La Rage Du Demon film review – Fantasia 2016

Discover the true story behind Georges Méliès’ lost film La Rage Du Demon

NB: This review contains what some would consider to be spoilers, a situation which is very difficult to avoid with this particular film.

Like watching La Rage Du Demon, you read this review at your own risk.

In 2012, film collector Edgar A Wallace invited filmmakers and journalists to a very special screening of a very rare film. No one was told what it would be, simply that it was a work from 1897 that had been lost. The film was La Rage Du Demon, and the result was mass violent hysteria, as all who saw the footage temporarily lost their minds. After everyone escaped and Wallace was arrested, the film somehow disappeared.

But what is the story behind the film? Was it, as some believe, one of the many long-lost works by master filmmaker Georges Méliès? Or a work of occult evil by his scorned protégé?

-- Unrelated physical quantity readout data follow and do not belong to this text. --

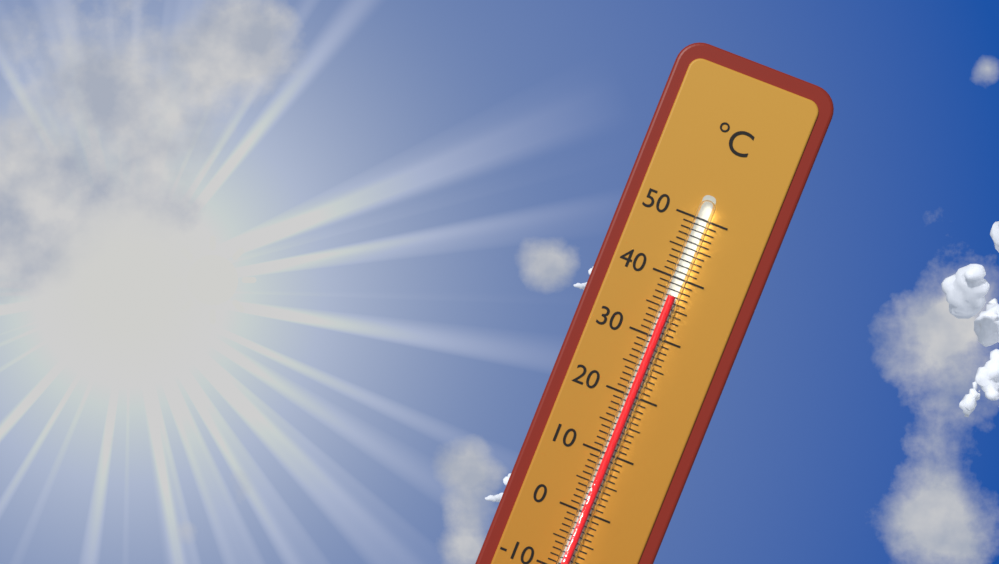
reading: 37 °C
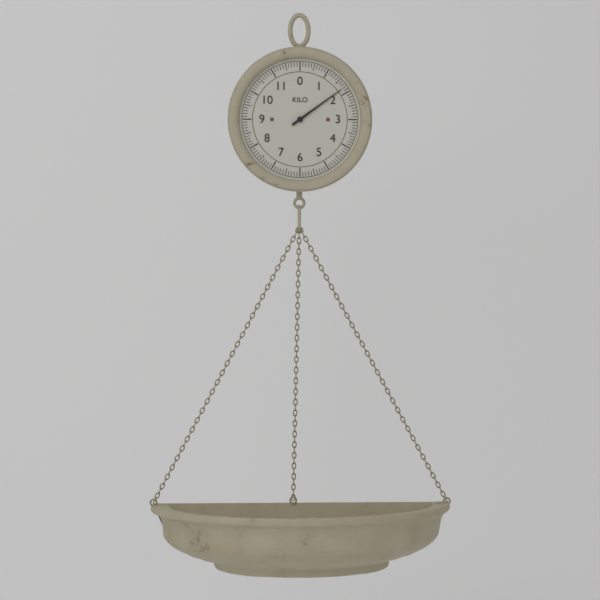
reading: 1.8 kg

How could a film drive people to madness?

Fabien Delage has assembled an impressive roster of talking heads for his film, which played at the Fantasia Film Festival, including directors like Christophe Gans (Brotherhood Of The Wolf), Alexandre Aja (High Tension), critics like Philippe Rouyer, and even Méliès’ great-great-granddaughter Pauline Méliès. There’s archive footage, strong narration, and a tale that is absolutely captivating for cinephiles and genre fans: a film that has not only been lost for over a century, but also has the power to drive rational people to insanity.

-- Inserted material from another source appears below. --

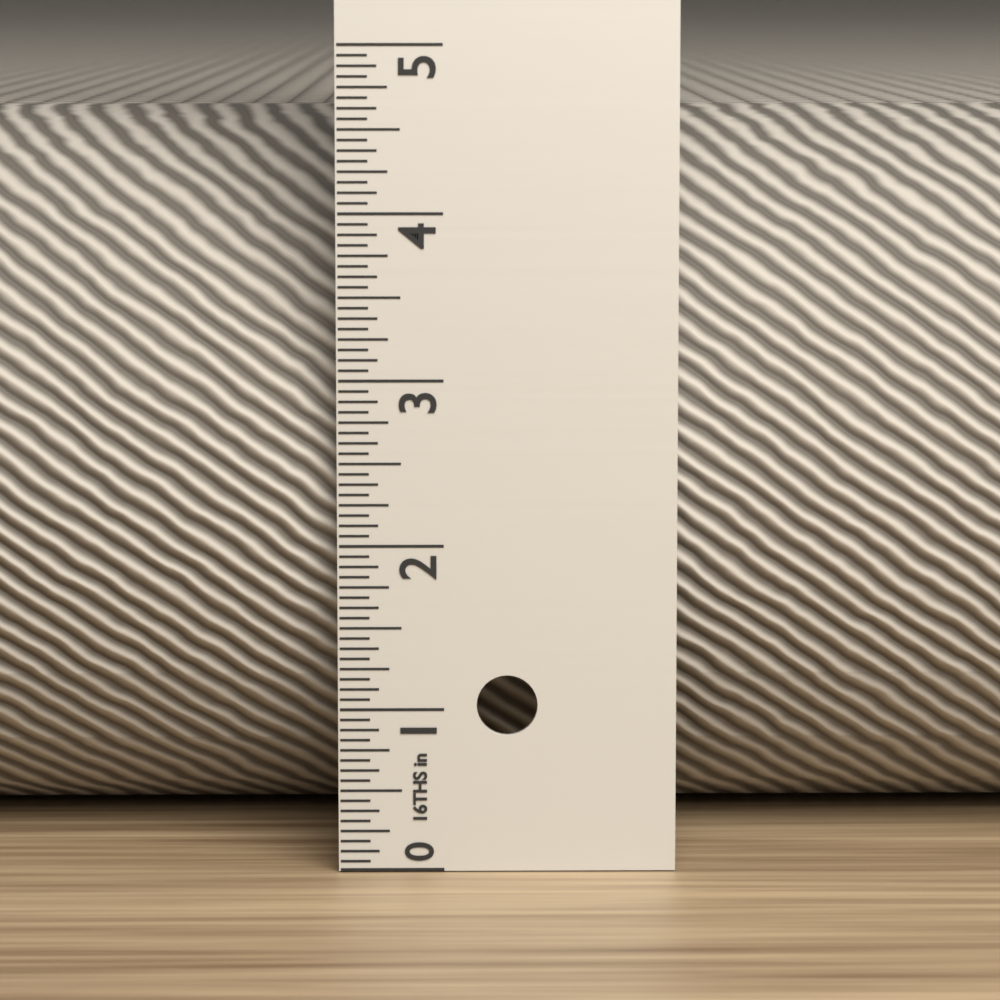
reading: 4.5625 in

It is, of course, a work of fiction, and this is a mockumentary (hence the slightly odd spoiler warning), but Delage has done an incredible job of creating a po-faced, convincing tale that you’ll struggle to remember that none of this is real. There are one or two minor slip-ups with the footage and a couple of slightly less convincing experts, but even those are presented with such sincerity that it’s hard to tell whether you’re simply being overly critical.

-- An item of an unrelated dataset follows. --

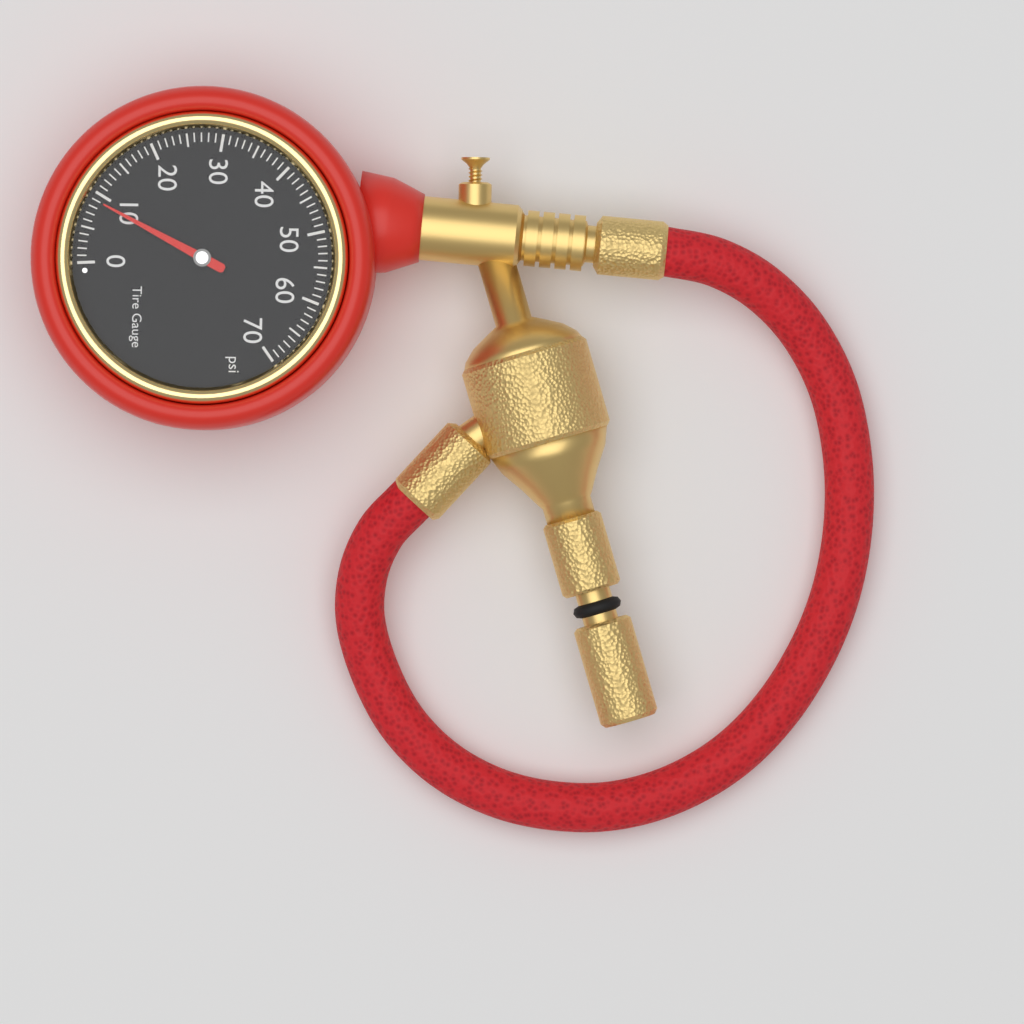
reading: 9 psi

With a running time of just 60 minutes, Delage keeps things moving at a brisk pace and never lingers on anything long enough for doubt to set in, and knows which talking heads to lean on most, and which to use for quick bursts of unimpeachable expertise (really, who’s going to doubt the word of Pauline Méliès?). And what really cements both the illusion and the enjoyment is the sincere respect and love that Delage and his experts have for the work of Méliès and the earliest filmmakers, the sheer power that their films had over their audience and which cinema continues to wield, and the warm glow that comes from watching just a moment of footage from his efforts.

The appeal of La Rage Du Demon may be somewhat limited, and at times it does feel a little like an exercise, but it’s as much a celebration as it is a sleight of hand, and an engrossing and entertaining one at that.